Kitty Kelley eyeing next biography subject
Politicians, beware. Kitty Kelley is on the prowl and looking for her next subject for a book.
The author behind controversial tell-alls ranging from Oprah Winfrey to former President George W. Bush says, “I am looking for that engrossing biography and I have to choose carefully because they take me so long to do.”
But before she finds that special someone, Kelley has another task at hand: getting the word out about her latest tome, Capturing Camelot: Stanley Tretick’s Iconic Images of the Kennedys.
The book is a collection of photos — Kelley says at least 70 percent are never-before-seen — of the late president taken by Tretick, who bequeathed a collection of Kennedy mementos to his friend Kelley when he died in 1999.

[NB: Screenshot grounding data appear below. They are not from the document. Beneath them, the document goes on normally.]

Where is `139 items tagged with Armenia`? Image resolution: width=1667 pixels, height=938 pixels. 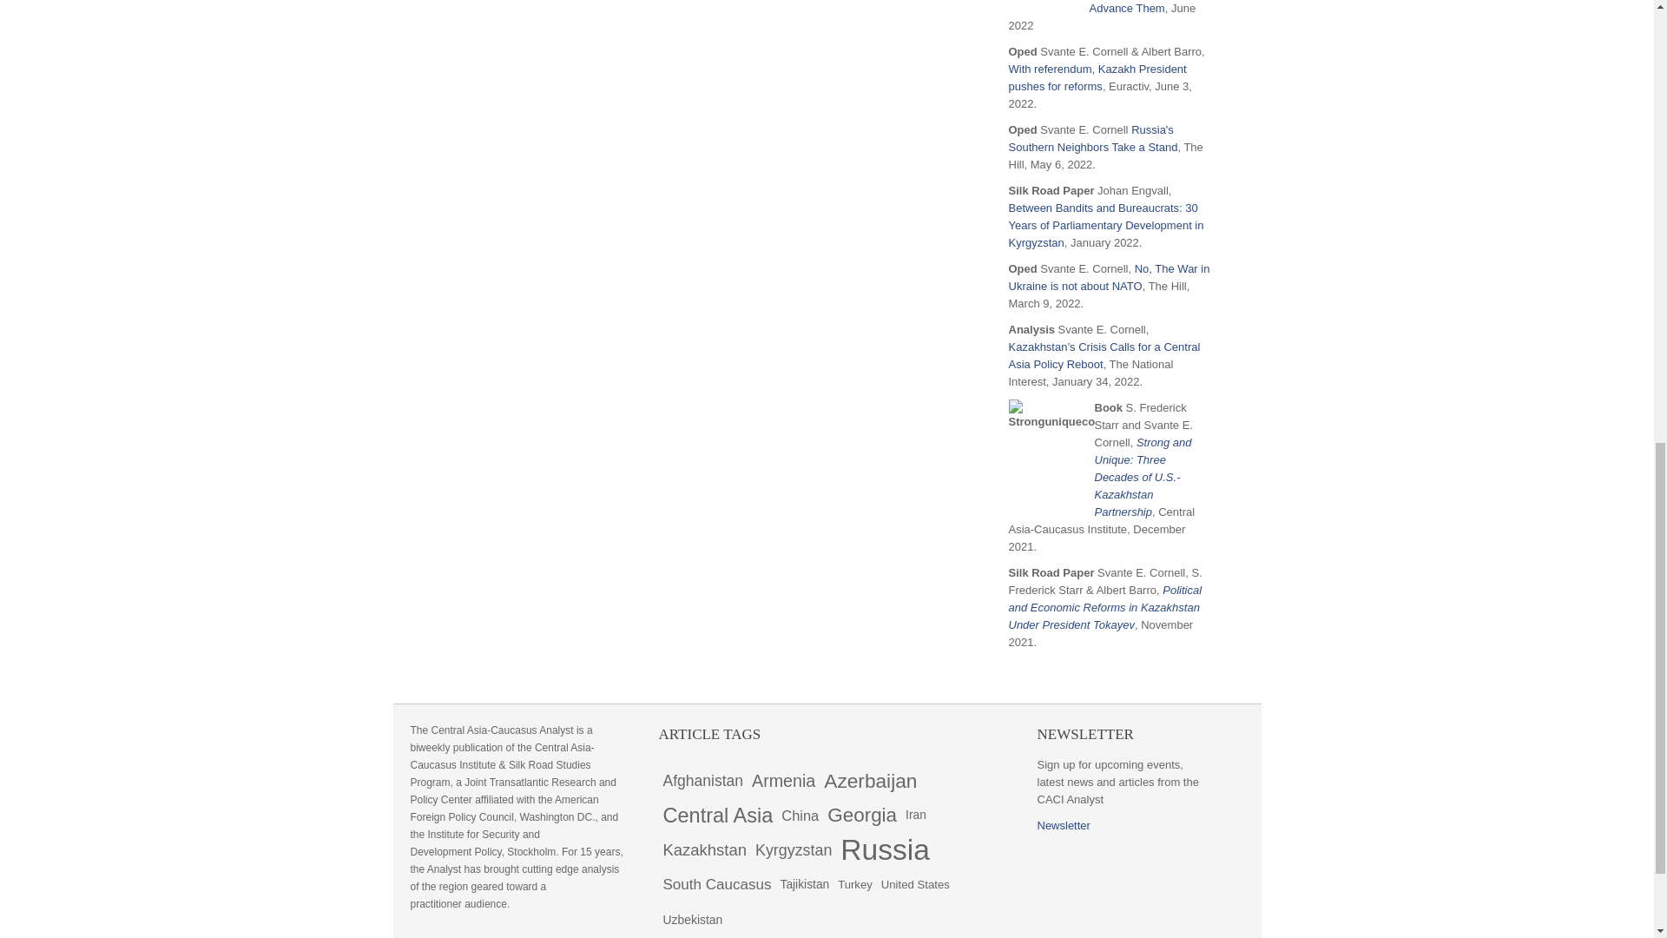 139 items tagged with Armenia is located at coordinates (783, 781).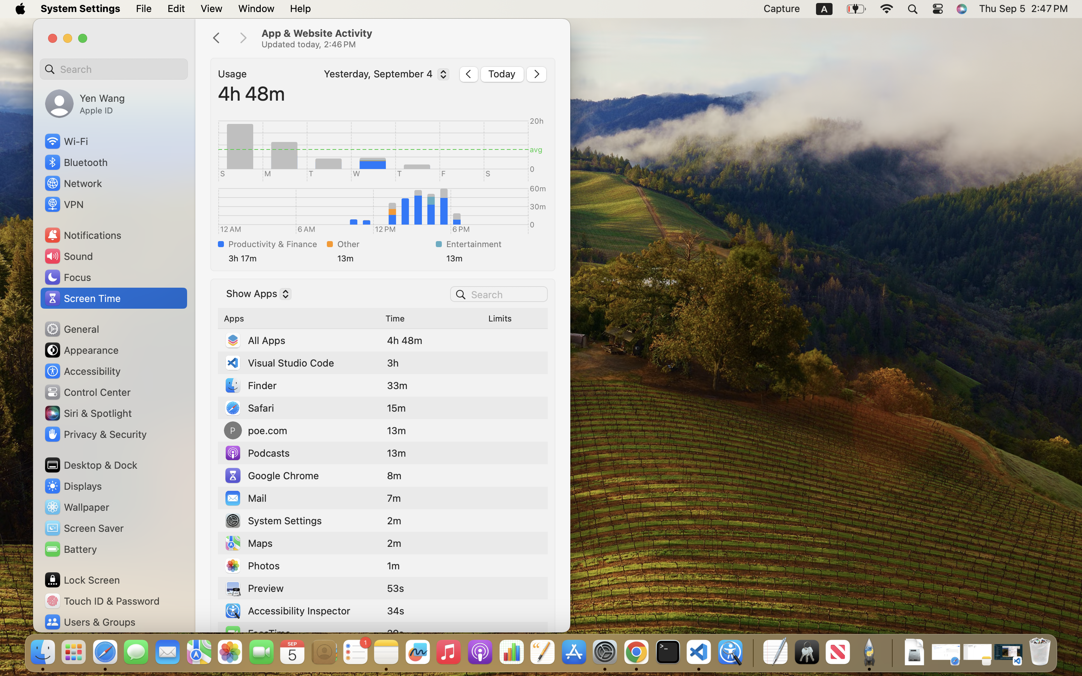 The height and width of the screenshot is (676, 1082). Describe the element at coordinates (89, 622) in the screenshot. I see `Users & Groups` at that location.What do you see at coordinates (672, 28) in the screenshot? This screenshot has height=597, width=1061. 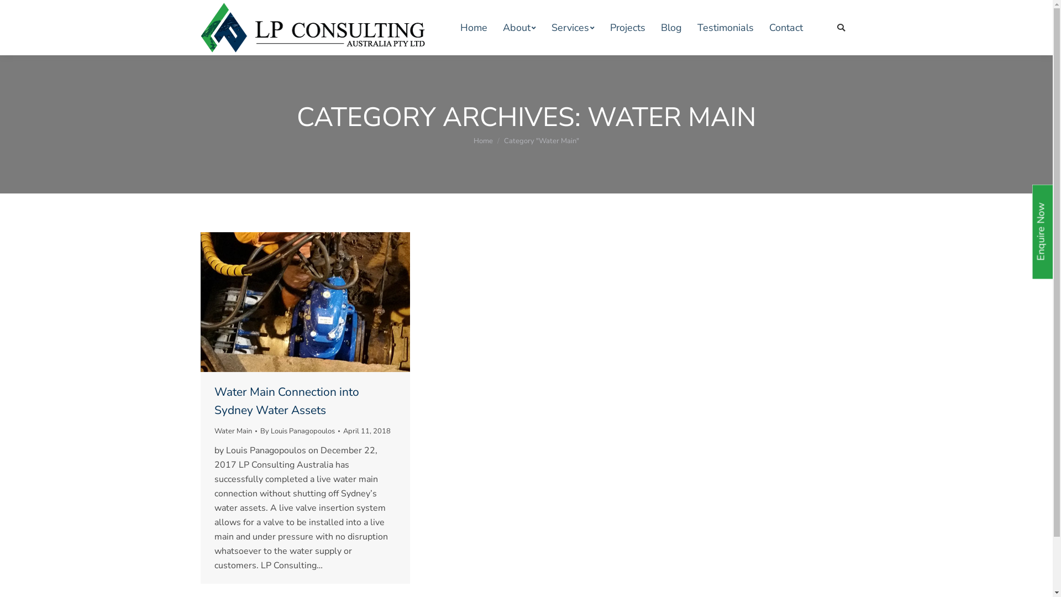 I see `Blog` at bounding box center [672, 28].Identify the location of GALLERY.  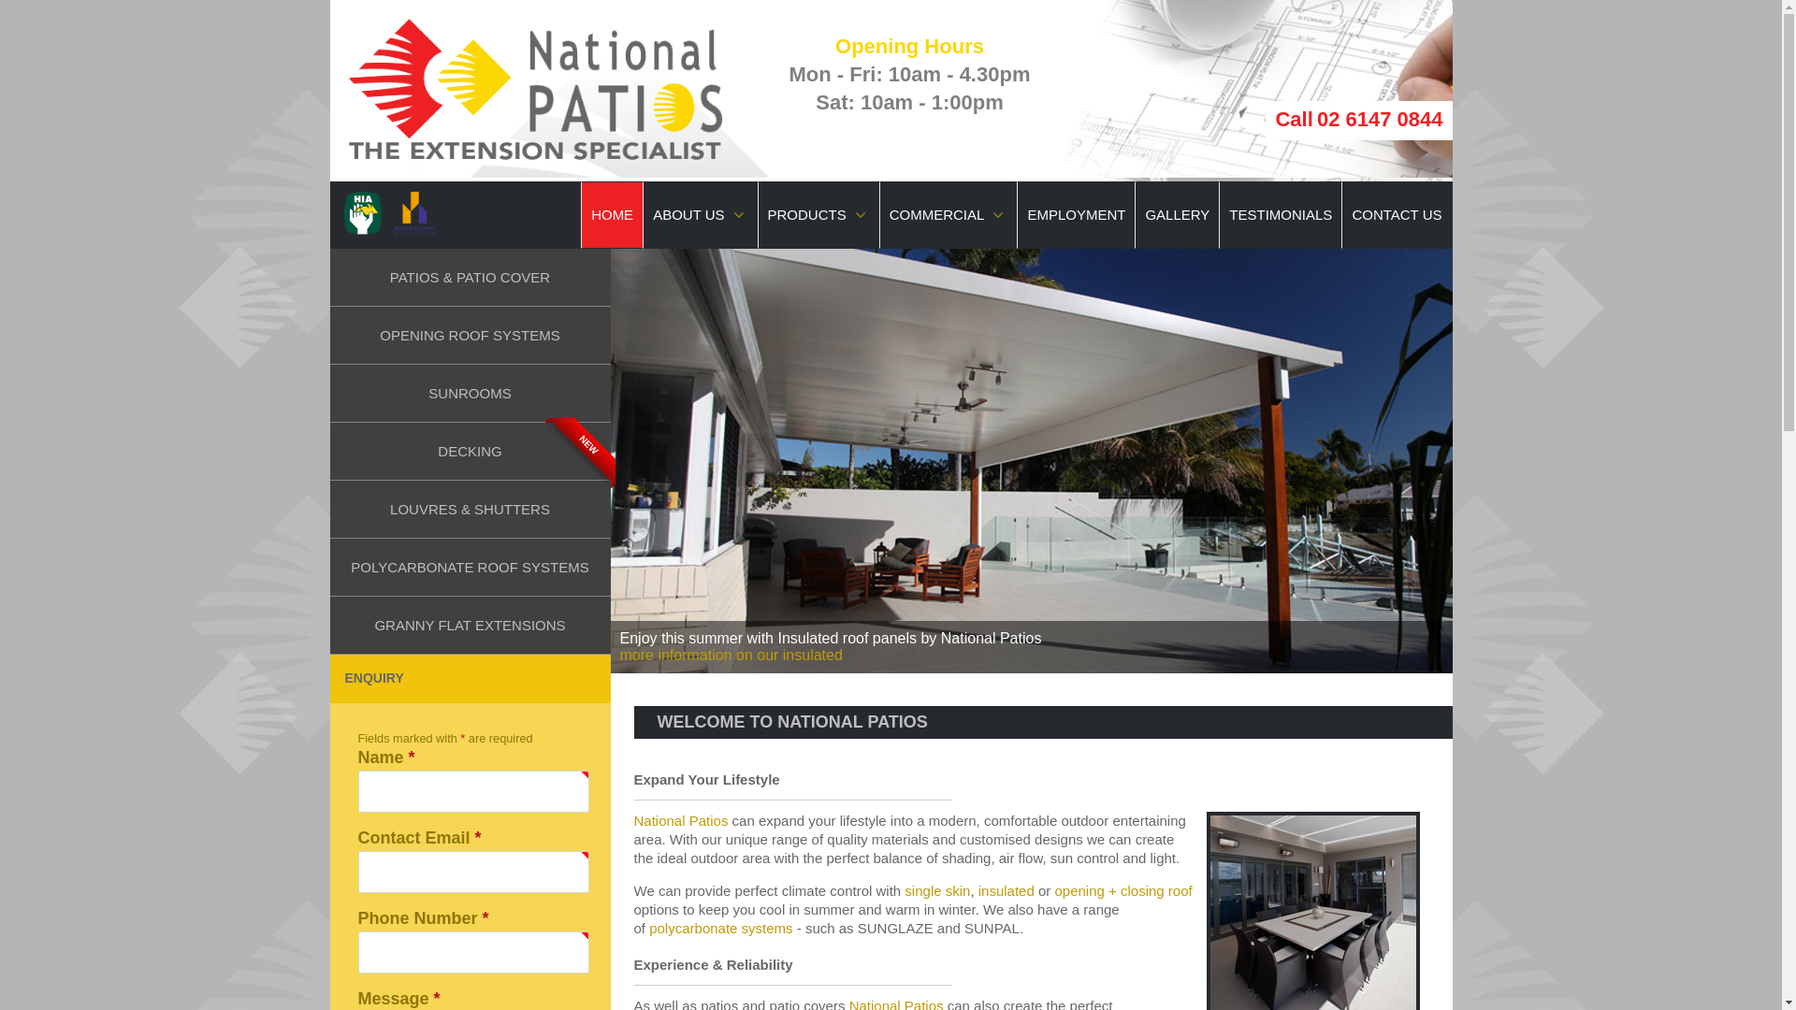
(1177, 215).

The hardcover, the proceeds and royalties from which are all going to the D.C. Public Library, is a complete 180 for the 70-year-old author, who’s used to ruffling feathers with the release of her highly hyped biographies. While Kelley says it’s “kind of nice” not to “get beat up, to have the White House press secretary saying that you just wrote garbage, to have the head of the Republican National Committee go nuts,” she contends this isn’t the start of a kinder, softer version of herself.
“I still love biography,” she purred at a soiree celebrating the book’s publication held last week at the Washington home of Marina and Daniel Ein.
Before she began her career as an author, Kelley, a longtime D.C. resident, worked as a press secretary for former Sen. Eugene McCarthy (D-Minn.). The scribe says with a laugh, “I was a wonk. I read the Congressional Record.” She calls that time “absolutely fabulous,” saying, “There was not the divisiveness there is today. There was socializing with Democrats and Republicans.”
Kelley continues, “Sen. Dodd was so gracious and said, ‘Come on, come down with me.’ I don’t think that would happen today.”
These days, the writer’s output seems as quick as her spitfire personality. She’s already working on another book using Tretick’s photographs to mark the 50th anniversary of the March on Washington.
But another bio is still on her brain. “Paula Broadwell could sit down with Gen. [David] Petraeus and write and write and write and then hand it to him and say, ‘Yes, sir. No, sir. Whatever you want in there, sir.’ But I don’t do that. So it has to be someone special, really special.”